Business

Barneys liquidity diet

Like a fashion-crazed shopper with maxed out credit cards, Barneys New York is having some liquidity issues.

Istithmar — the Dubai-based investment firm that took the luxury icon private in 2007 for a whopping $942 million — was forced to inject millions of dollars into the retailer this spring to prop up its struggling stores, sources told The Post.

While the exact amount of assistance could not be determined, it was significantly less than the $20 million Istithmar pumped in last year. The cash infusion was needed this spring because, sources said, privately held Barneys continues to lose money.

The red ink is flowing despite fresh demand for designer shoes, handbags and dresses, which have helped Barneys’ sales and margins rebound this year following the luxury doldrums of 2009. Worries about Barneys’ finances prompted a downbeat outlook from Standard & Poor’s yesterday — even as rival luxury retailer Neiman Marcus got an upgrade from another credit-rating agency.

“We remain very concerned that Barneys’ liquidity position is likely to remain weak and the company may need additional support from the sponsor for on-going operations,” S&P analyst David Kuntz wrote in a research report.

A key problem is the giant, half billion dollar junk-rated debt load that Barneys took on with the Istithmar buyout.
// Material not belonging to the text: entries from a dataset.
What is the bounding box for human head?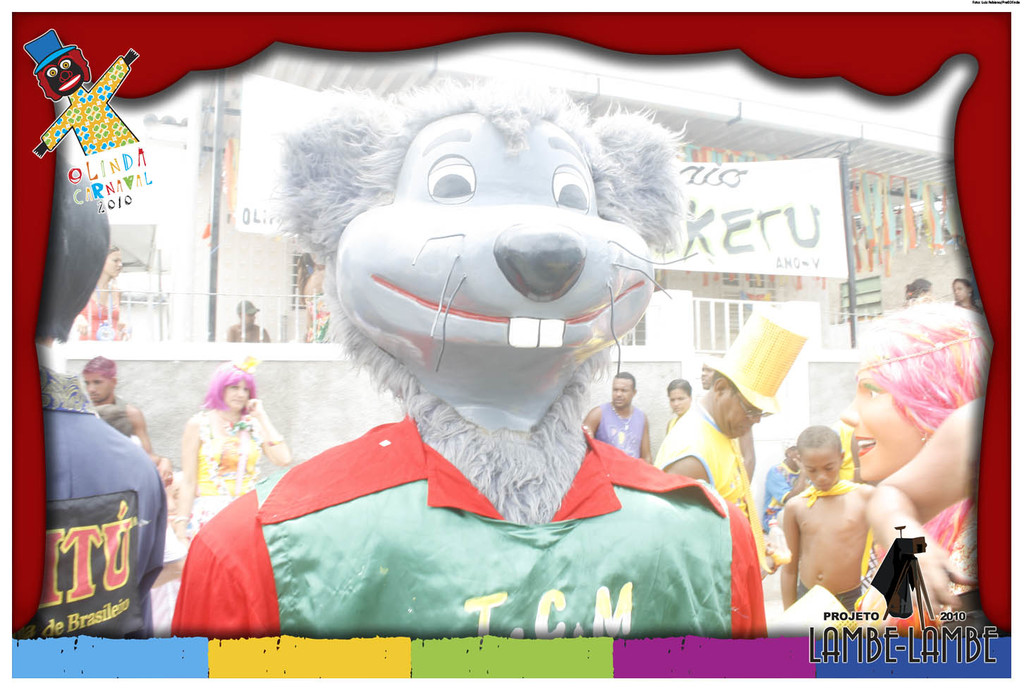
select_region(798, 427, 846, 493).
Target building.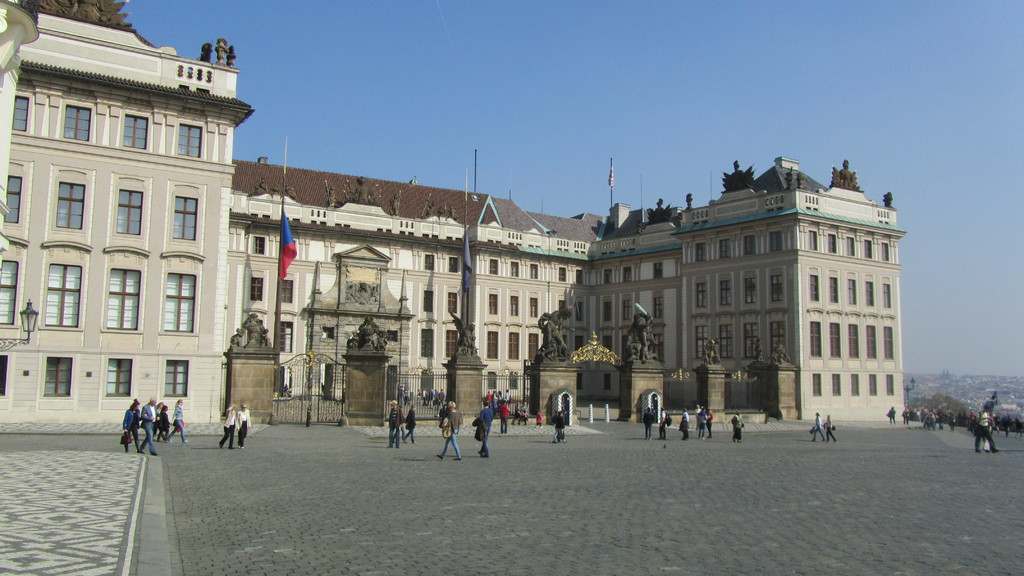
Target region: locate(233, 157, 591, 429).
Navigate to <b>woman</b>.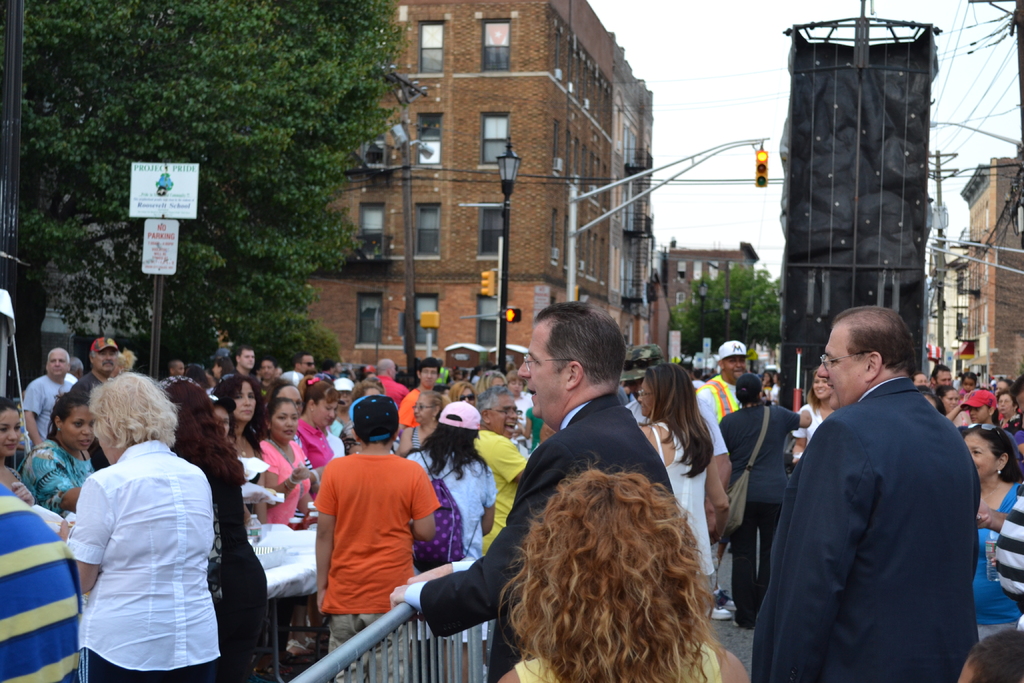
Navigation target: box(467, 366, 508, 393).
Kuntz estimates that Barneys’ total liabilities are more than 25 times the company’s adjusted earnings before interest, taxes, depreciation and amortization, or EBITDA — a closely watched measure of liquidity.

The debt load is so huge that Barneys’ adjusted EBITDA covers only half of the interest payments on the debt despite healthy sales gains in recent months, S&P calculates. While the firm anticipates Istithmar will continue to support Barneys this year, the company’s value took a big hit in the global credit crisis, and “the balance sheet likely needs to be restructured,” according to the firm.

That raises the possibility that Barneys’ two key creditors — Los Angeles billionaire Ronald Burkle and New York hedge-fund tycoon Richard Perry — might try to assert control over the company.

Burkle — who was rebuffed by Istithmar when he offered to buy a controlling equity stake late last year — has recently been a passive and “happy” debtholder, according to one source. “The value of the debt has been increasing,” the source noted.

Nevertheless, sources said Burkle is itching to take control of Barneys, which he thinks is underfunded and which has gone without a CEO for two years. While Istithmar recently has bankrolled the addition of a few stores, the chain is still “much smaller than its primary competitors, Neiman Marcus and Saks Fifth Avenue,” S&P’s Kuntz noted.

While S&P lowered its estimate of what Barneys’ creditors would recover in a prospective bankruptcy, Moody’s upgraded its rating on Neiman Marcus’ debt, citing “good liquidity, solid competitive position in the luxury market, and solid execution ability.”

Although Neiman Marcus’ debt load dwarfs its cash flow, the company hasn’t drawn down on a $600 million revolving credit line, Moody’s noted.